Scott shuffled over to the lifeless creature that now lay in the snow. Massive banana sized fangs stuck out of its mouth as blood poured from its open jaw. This was no Siberian tiger. This was a saber-toothed cat.
“That’s no Siberian tiger. That’s an invasive species. It doesn’t belong in this time period,” Maddock said, staring at the giant cat in disbelief.
“Yeah, that’s definitely not a Siberian tiger. That’s a Jurassic Tiger,” Scott said, sidestepping on his skis around the colossal cat’s body, which was partially buried in the deep snow.
“Pleistocene tiger,” Maddock corrected.
“What?”
“Pleistocene, these things lived during the Pleistocene era, not the Jurassic period.”
“Ok,” Scott said, not really listening or comprehending Maddock’s words, “My grandpa saw these.”
“You never mentioned that, want to tell me everything he saw? Werewolves, too, maybe?”
“Grandpa said that the yetis never killed anything, they were friendly, even protective. It was all tigers that killed the dead people he saw. The yetis protected Colin and him,” Scott said, still seeming to be in a state of shock.
“Well, the things that killed Sasha weren’t tigers. If I were going to describe them, I would say they were, some kind of man or man-beast. It was a hominid,” Maddock said.
“Dude, what is a hominid? I have an accounting degree, I took physics and chem for my natural science credits, I don’t know any of this.”
“Alright, man, look, you should read some books. The thing that attacked us in the tent was like a human, but it was over seven feet tall, like close to eight, and it was covered in this rope-like fur.”
“Yeah, it was like a walking ghillie suit,” Scott said in a monotone voice.
“Yes, it was like that, its fur was like layered dreadlocks, and it stunk like the worst rotten fish stink and wet dog fur.
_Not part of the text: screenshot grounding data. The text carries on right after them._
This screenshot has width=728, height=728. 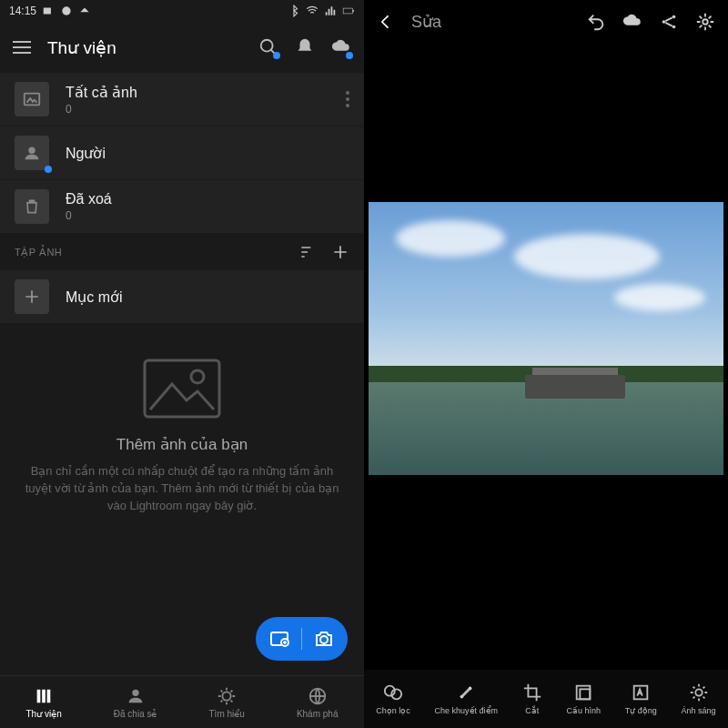 What do you see at coordinates (532, 699) in the screenshot?
I see `tool-crop: Cắt` at bounding box center [532, 699].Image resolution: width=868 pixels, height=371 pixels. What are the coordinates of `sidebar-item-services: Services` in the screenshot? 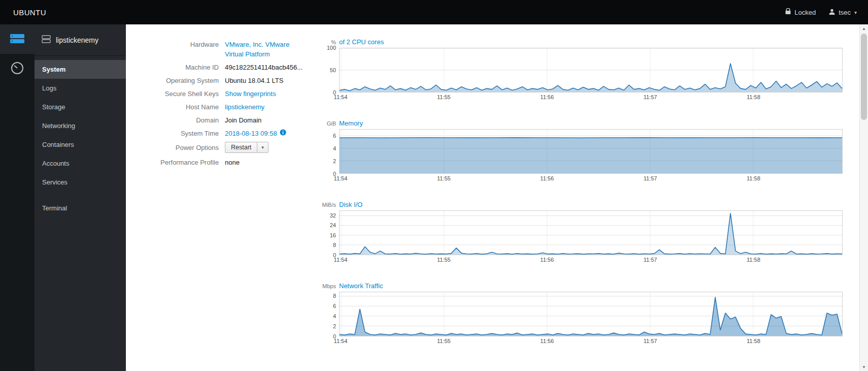 It's located at (80, 182).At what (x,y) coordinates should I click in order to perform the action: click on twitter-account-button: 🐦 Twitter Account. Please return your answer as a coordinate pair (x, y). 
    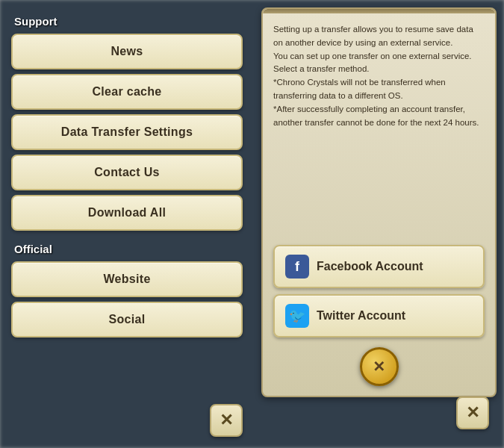
    Looking at the image, I should click on (379, 316).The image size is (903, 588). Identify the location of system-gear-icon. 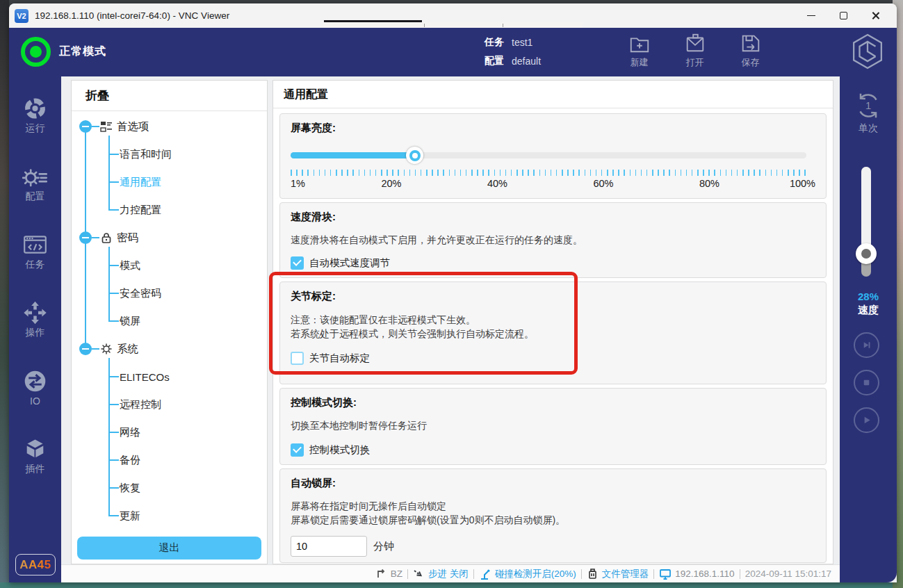
(106, 349).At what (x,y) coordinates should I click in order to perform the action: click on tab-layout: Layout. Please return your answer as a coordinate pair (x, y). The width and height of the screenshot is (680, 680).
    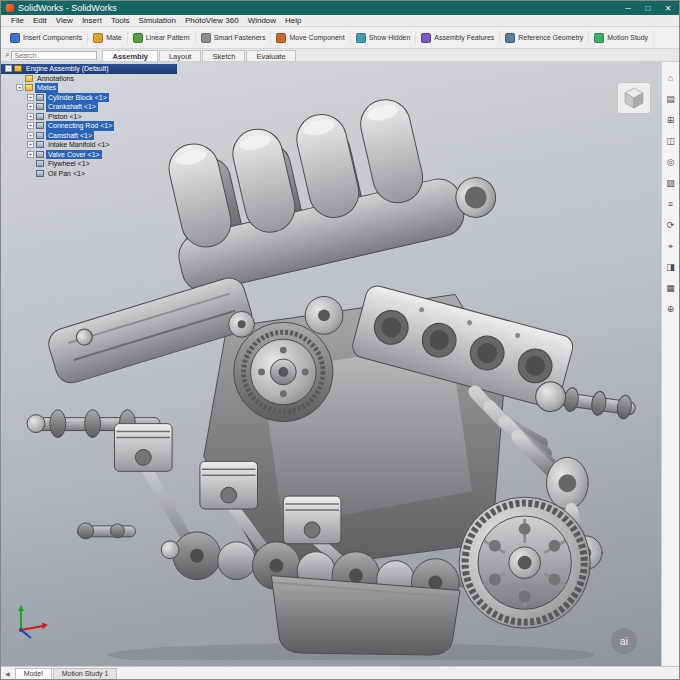
    Looking at the image, I should click on (180, 56).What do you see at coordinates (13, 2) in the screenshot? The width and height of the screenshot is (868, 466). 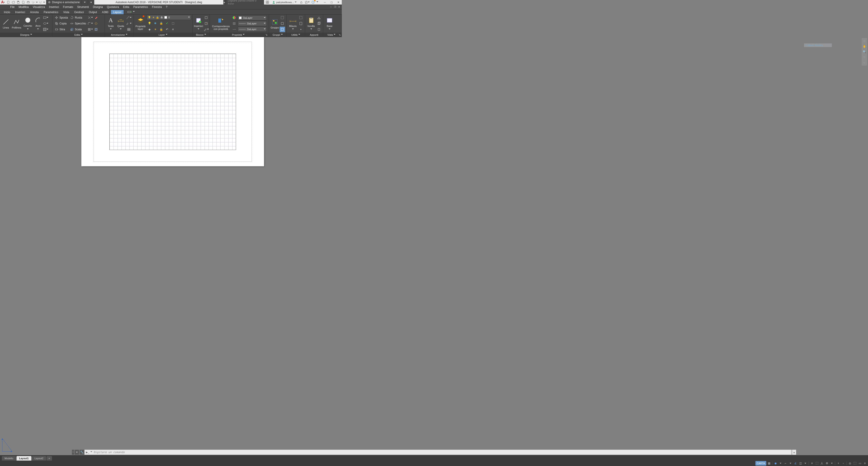 I see `open-icon` at bounding box center [13, 2].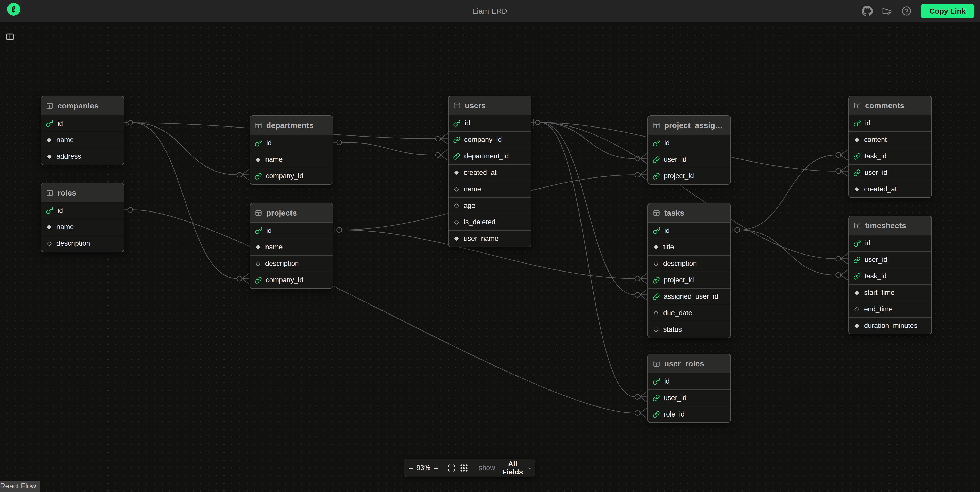  What do you see at coordinates (689, 125) in the screenshot?
I see `table-header-project_assignments: project_assignme...` at bounding box center [689, 125]. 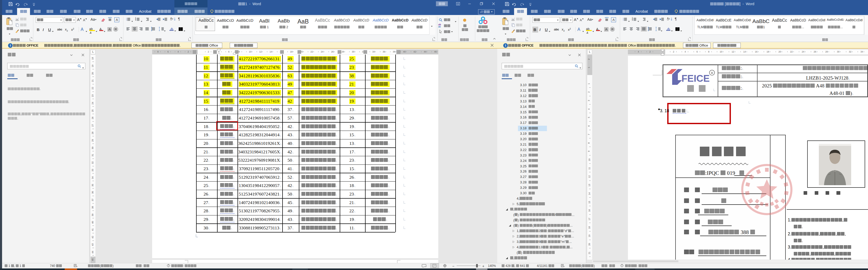 What do you see at coordinates (712, 73) in the screenshot?
I see `svg-text: R` at bounding box center [712, 73].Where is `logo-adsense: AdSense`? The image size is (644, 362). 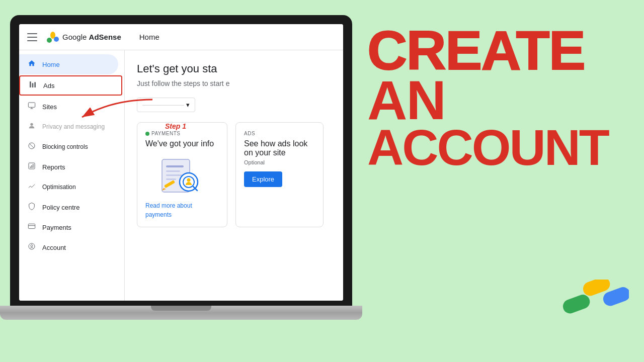 logo-adsense: AdSense is located at coordinates (105, 37).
They had claws and fangs, I thought they were maybe some kind of gorilla or monkey, but their face was…”
“Disturbingly human.”
“Yes!” Maddock said.
“So, yeah, that’s what attacked us, what does that have to do with this thing?” Scott questioned.
“You said it before Jurassic, like Jurassic Park,” Maddock said.
“But Pleistocene park instead?” Scott attempted a joke.
“Exactly!” Maddock said to a surprised Scott.
“What?” Scott said, bewildered.
“The smilodon is from the Pleistocene era, maybe this thing has come back from that time as well?”
“I don’t know, that seems insane.”
“This facility we’re going to? That’s a Vechnozelenaya Technology building?” Maddock asked.
“Yes.”
“Then we should find some answers when we get there,” Maddock said.
CHAPTER SIXTEEN
Vechnozelenaya Technology Building 4
MADDOCK PROPOSED THAT Scott lead with his goggles in IR mode and Maddock would follow watching for other creatures in thermal. Despite the sub-zero weather, he could see the heat rising off Scott’s parka and from his own skin. He was drenched in sweat from skiing too quickly and from the encounter with the saber-toothed tiger.
Maddock felt terrible shooting the animal and leaving it lay in the snow. They could have never moved the entire cat, however. Even the fur would have been well over 100 lbs. Maddock had considered taking one of the tusks, but even that would have easily been another 10 pounds, weight he did not need in his pack right now. Scott had assured him that first of all, they did not hunt this creature, it hunted them, and it was killed in self-defense. Then secondly, the animal would provide food to some creature, whether that be birds, or worms, it didn’t matter. How they were going to get out of Russia was a concern right now, doing it with a half-ton of prehistoric cat made the logistics impossible.